The proliferation of CD8+ T cells upon co-culture with PC cells was detected using CFSE labelling as described previously [29]. Briefly, effector CD8+ T cells were stimu-lated with anti-CD3 and anti-CD28 monoclonal antibod-ies (BD Biosciences, San Jose, CA, USA). Then cells were labeled with CFSE (Invitrogen), and co-cultured with tar-get PC cells at 37 ºC for 24 h. Cells after indicated treat-ment were harvested and the proliferation of CD8+ T cells was examined by flow cytometry on FACSCalibur (BD Biosciences, San Jose, CA, USA).

Apoptosis analysis with Annexin V/PI staining

Apoptotic cells were detected using Annexin V-FITC Apoptosis Detection Kit (Thermo Fisher Scientific) as instructed by the manufacturer.

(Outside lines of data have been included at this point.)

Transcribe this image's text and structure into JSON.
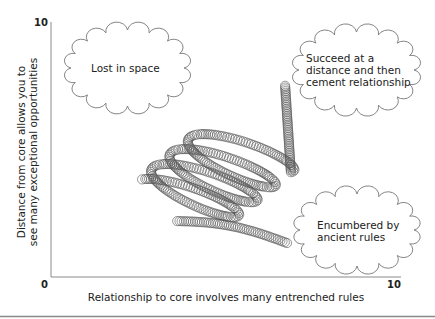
{
  "caption_cut": "",
  "axes": {
    "y_label_line1": "Distance from core allows you to",
    "y_label_line2": "see many exceptional opportunities",
    "x_label": "Relationship to core involves many entrenched rules",
    "y_max_tick": "10",
    "origin_tick": "0",
    "x_max_tick": "10",
    "color": "#8a8a8a"
  },
  "clouds": [
    {
      "id": "lost-in-space",
      "lines": [
        "Lost in space"
      ],
      "box": [
        67,
        26,
        121,
        84
      ]
    },
    {
      "id": "succeed-at-distance",
      "lines": [
        "Succeed at a",
        "distance and then",
        "cement relationship"
      ],
      "box": [
        295,
        28,
        123,
        84
      ]
    },
    {
      "id": "encumbered",
      "lines": [
        "Encumbered by",
        "ancient rules"
      ],
      "box": [
        296,
        190,
        122,
        80
      ]
    }
  ],
  "spiral": {
    "start": [
      287,
      243
    ],
    "end": [
      285,
      84
    ],
    "tube_radius": 4.6,
    "loops": 4,
    "stroke": "#555555"
  },
  "chart_data": {
    "type": "diagram",
    "xlabel": "Relationship to core involves many entrenched rules",
    "ylabel": "Distance from core allows you to see many exceptional opportunities",
    "xlim": [
      0,
      10
    ],
    "ylim": [
      0,
      10
    ],
    "annotations": [
      {
        "text": "Lost in space",
        "x": 2.6,
        "y": 7.8
      },
      {
        "text": "Succeed at a distance and then cement relationship",
        "x": 9.8,
        "y": 7.8
      },
      {
        "text": "Encumbered by ancient rules",
        "x": 9.8,
        "y": 1.3
      }
    ],
    "spiral": {
      "start": [
        6.7,
        1.3
      ],
      "end": [
        6.6,
        7.5
      ],
      "turns": 4
    }
  },
  "footer_rule": true
}
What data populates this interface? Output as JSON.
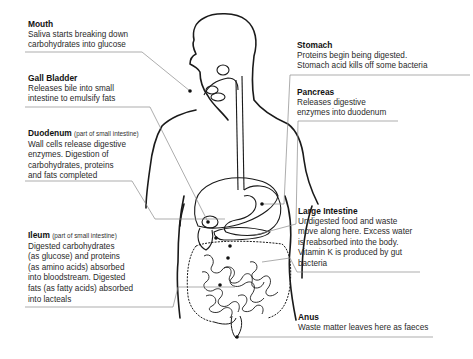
{
  "diagram": {
    "colors": {
      "outline": "#1a1a1a",
      "leader_line": "#8a8a8a",
      "text": "#2a2a2a",
      "heading": "#111111"
    },
    "labels": [
      {
        "id": "mouth",
        "title": "Mouth",
        "subtitle": "",
        "body": "Saliva starts breaking down\ncarbohydrates into glucose"
      },
      {
        "id": "gall-bladder",
        "title": "Gall Bladder",
        "subtitle": "",
        "body": "Releases bile into small\nintestine to emulsify fats"
      },
      {
        "id": "duodenum",
        "title": "Duodenum",
        "subtitle": "(part of small intestine)",
        "body": "Wall cells release digestive\nenzymes. Digestion of\ncarbohydrates, proteins\nand fats completed"
      },
      {
        "id": "ileum",
        "title": "Ileum",
        "subtitle": "(part of small intestine)",
        "body": "Digested carbohydrates\n(as glucose) and proteins\n(as amino acids) absorbed\ninto bloodstream. Digested\nfats (as fatty acids) absorbed\ninto lacteals"
      },
      {
        "id": "stomach",
        "title": "Stomach",
        "subtitle": "",
        "body": "Proteins begin being digested.\nStomach acid kills off some bacteria"
      },
      {
        "id": "pancreas",
        "title": "Pancreas",
        "subtitle": "",
        "body": "Releases digestive\nenzymes into duodenum"
      },
      {
        "id": "large-intestine",
        "title": "Large Intestine",
        "subtitle": "",
        "body": "Undigested food and waste\nmove along here. Excess water\nis reabsorbed into the body.\nVitamin K is produced by gut\nbacteria"
      },
      {
        "id": "anus",
        "title": "Anus",
        "subtitle": "",
        "body": "Waste matter leaves here as faeces"
      }
    ]
  }
}
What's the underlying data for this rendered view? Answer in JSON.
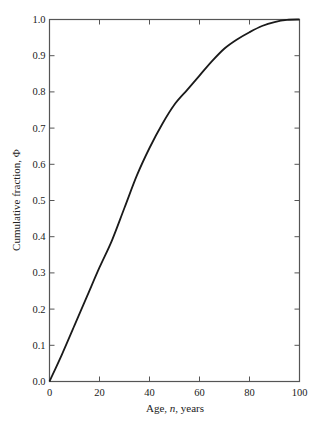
{
  "chart_data": {
    "type": "line",
    "title": "",
    "xlabel": "Age, n, years",
    "xlabel_parts": {
      "pre": "Age, ",
      "italic": "n",
      "post": ", years"
    },
    "ylabel": "Cumulative fraction, Φ",
    "xlim": [
      0,
      100
    ],
    "ylim": [
      0,
      1.0
    ],
    "x_ticks": [
      0,
      20,
      40,
      60,
      80,
      100
    ],
    "x_tick_labels": [
      "0",
      "20",
      "40",
      "60",
      "80",
      "100"
    ],
    "y_ticks": [
      0,
      0.1,
      0.2,
      0.3,
      0.4,
      0.5,
      0.6,
      0.7,
      0.8,
      0.9,
      1.0
    ],
    "y_tick_labels": [
      "0.0",
      "0.1",
      "0.2",
      "0.3",
      "0.4",
      "0.5",
      "0.6",
      "0.7",
      "0.8",
      "0.9",
      "1.0"
    ],
    "grid": false,
    "legend": null,
    "series": [
      {
        "name": "Cumulative fraction",
        "color": "#1a1a1a",
        "x": [
          0,
          5,
          10,
          15,
          20,
          25,
          30,
          35,
          40,
          45,
          50,
          55,
          60,
          65,
          70,
          75,
          80,
          85,
          90,
          95,
          100
        ],
        "y": [
          0,
          0.075,
          0.155,
          0.235,
          0.315,
          0.39,
          0.48,
          0.57,
          0.645,
          0.71,
          0.765,
          0.805,
          0.845,
          0.885,
          0.92,
          0.945,
          0.965,
          0.982,
          0.993,
          0.999,
          1.0
        ]
      }
    ]
  },
  "colors": {
    "axis": "#555555",
    "line": "#1a1a1a",
    "text": "#222222"
  }
}
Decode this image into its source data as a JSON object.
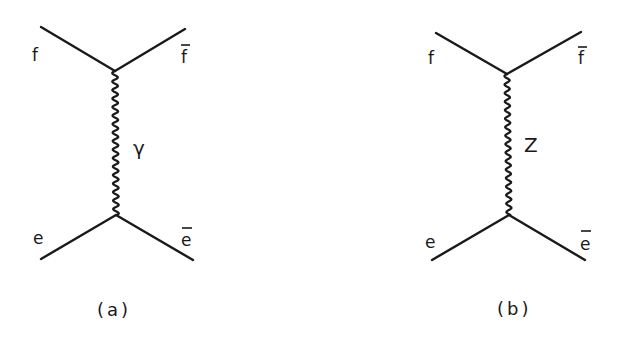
{
  "diagrams": [
    {
      "id": "a",
      "caption": "(a)",
      "boson_label": "γ",
      "boson_type": "photon",
      "labels": {
        "top_left": "f",
        "top_right": "f",
        "top_right_bar": true,
        "bottom_left": "e",
        "bottom_right": "e",
        "bottom_right_bar": true
      },
      "geometry": {
        "top_left": [
          41,
          27
        ],
        "top_vertex": [
          115,
          71
        ],
        "top_right": [
          185,
          29
        ],
        "bottom_vertex": [
          116,
          215
        ],
        "bottom_left": [
          41,
          259
        ],
        "bottom_right": [
          193,
          260
        ]
      }
    },
    {
      "id": "b",
      "caption": "(b)",
      "boson_label": "Z",
      "boson_type": "Z boson",
      "labels": {
        "top_left": "f",
        "top_right": "f",
        "top_right_bar": true,
        "bottom_left": "e",
        "bottom_right": "e",
        "bottom_right_bar": true
      },
      "geometry": {
        "top_left": [
          436,
          33
        ],
        "top_vertex": [
          507,
          74
        ],
        "top_right": [
          581,
          32
        ],
        "bottom_vertex": [
          509,
          215
        ],
        "bottom_left": [
          432,
          260
        ],
        "bottom_right": [
          585,
          260
        ]
      }
    }
  ],
  "style": {
    "ink_color": "#1a1a1a",
    "background": "#ffffff"
  }
}
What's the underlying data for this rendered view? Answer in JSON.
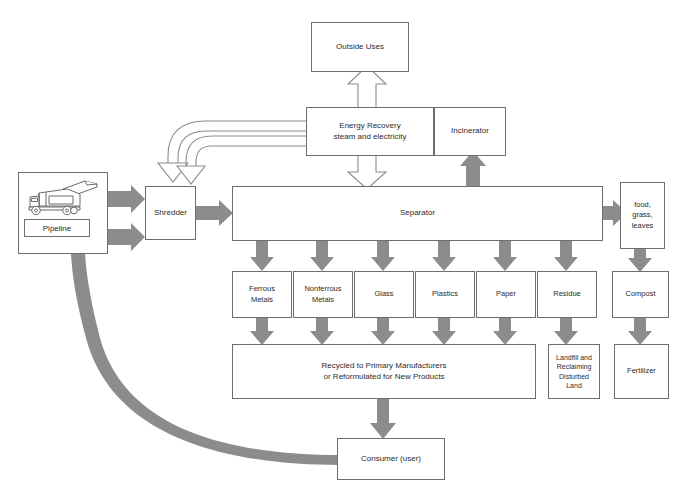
{
  "diagram": {
    "colors": {
      "box_stroke": "#6e6e6e",
      "text": "#2b2b2b",
      "solid_arrow": "#8c8c8c",
      "hollow_arrow_stroke": "#8c8c8c",
      "background": "#ffffff"
    }
  },
  "nodes": {
    "outside_uses": "Outside Uses",
    "energy_recovery": "Energy Recovery\nsteam and electricity",
    "incinerator": "Incinerator",
    "source_truck_icon": "garbage-truck-icon",
    "pipeline": "Pipeline",
    "shredder": "Shredder",
    "separator": "Separator",
    "organics": "food,\ngrass,\nleaves",
    "ferrous_metals": "Ferrous\nMetals",
    "nonferrous_metals": "Nonferrous\nMetals",
    "glass": "Glass",
    "plastics": "Plastics",
    "paper": "Paper",
    "residue": "Residue",
    "compost": "Compost",
    "recycled": "Recycled to Primary Manufacturers\nor Reformulated for New Products",
    "landfill": "Landfill and\nReclaiming\nDisturbed\nLand",
    "fertilizer": "Fertilizer",
    "consumer": "Consumer (user)"
  },
  "flows": [
    {
      "from": "source",
      "to": "shredder",
      "style": "solid-gray"
    },
    {
      "from": "source",
      "to": "shredder",
      "style": "solid-gray"
    },
    {
      "from": "shredder",
      "to": "separator",
      "style": "solid-gray"
    },
    {
      "from": "energy_recovery",
      "to": "shredder",
      "style": "hollow-outline"
    },
    {
      "from": "energy_recovery",
      "to": "shredder",
      "style": "hollow-outline"
    },
    {
      "from": "energy_recovery",
      "to": "outside_uses",
      "style": "hollow-outline"
    },
    {
      "from": "energy_recovery",
      "to": "separator",
      "style": "hollow-outline"
    },
    {
      "from": "incinerator",
      "to": "energy_recovery",
      "style": "hollow-outline"
    },
    {
      "from": "incinerator",
      "to": "energy_recovery",
      "style": "hollow-outline"
    },
    {
      "from": "separator",
      "to": "incinerator",
      "style": "solid-gray"
    },
    {
      "from": "separator",
      "to": "organics",
      "style": "solid-gray"
    },
    {
      "from": "separator",
      "to": "ferrous_metals",
      "style": "solid-gray"
    },
    {
      "from": "separator",
      "to": "nonferrous_metals",
      "style": "solid-gray"
    },
    {
      "from": "separator",
      "to": "glass",
      "style": "solid-gray"
    },
    {
      "from": "separator",
      "to": "plastics",
      "style": "solid-gray"
    },
    {
      "from": "separator",
      "to": "paper",
      "style": "solid-gray"
    },
    {
      "from": "separator",
      "to": "residue",
      "style": "solid-gray"
    },
    {
      "from": "organics",
      "to": "compost",
      "style": "solid-gray"
    },
    {
      "from": "ferrous_metals",
      "to": "recycled",
      "style": "solid-gray"
    },
    {
      "from": "nonferrous_metals",
      "to": "recycled",
      "style": "solid-gray"
    },
    {
      "from": "glass",
      "to": "recycled",
      "style": "solid-gray"
    },
    {
      "from": "plastics",
      "to": "recycled",
      "style": "solid-gray"
    },
    {
      "from": "paper",
      "to": "recycled",
      "style": "solid-gray"
    },
    {
      "from": "residue",
      "to": "landfill",
      "style": "solid-gray"
    },
    {
      "from": "compost",
      "to": "fertilizer",
      "style": "solid-gray"
    },
    {
      "from": "recycled",
      "to": "consumer",
      "style": "solid-gray"
    },
    {
      "from": "consumer",
      "to": "source",
      "style": "solid-gray-curved"
    }
  ]
}
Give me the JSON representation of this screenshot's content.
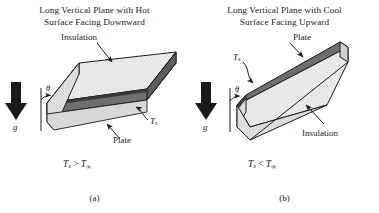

Briefly, cells were seeded in 24-well plates and cultured for approximately 24 h to reach a confluence of nearly 80%. Cells were then stained with the Annexin V-FITC and PI solution for 15 min, and analyzed using the FACSCalibur to determine the per-centage of apoptotic cells, which were represented as the percentage sum of early apoptotic (Annexin V+PI) and late apoptotic (Annexin V+PI+) cells.

3‑(4, 5‑dimethylthiazolyl‑2)‑2, 5‑diphenyltetrazolium bromide (MTT) assay

The cell viability was determined using MTT assay. Briefly, target cells (2 × 104 cells/mL) were seeded in

96-well plates and cultured for 24, 48, or 72  h, respec-tively. Then 20  µL of MTT solution (5  mg/mL in PBS; Sigma) was added to each well for a further 4 h at 37 ºC. Upon removing the medium, DMSO (100  µL/well) was added to dissolve formazan crystals formed in live cells and the optical density was assessed with a Bio-Rad 550 microplate reader (Bio-Rad, Hercules, CA, USA) at 490 nm.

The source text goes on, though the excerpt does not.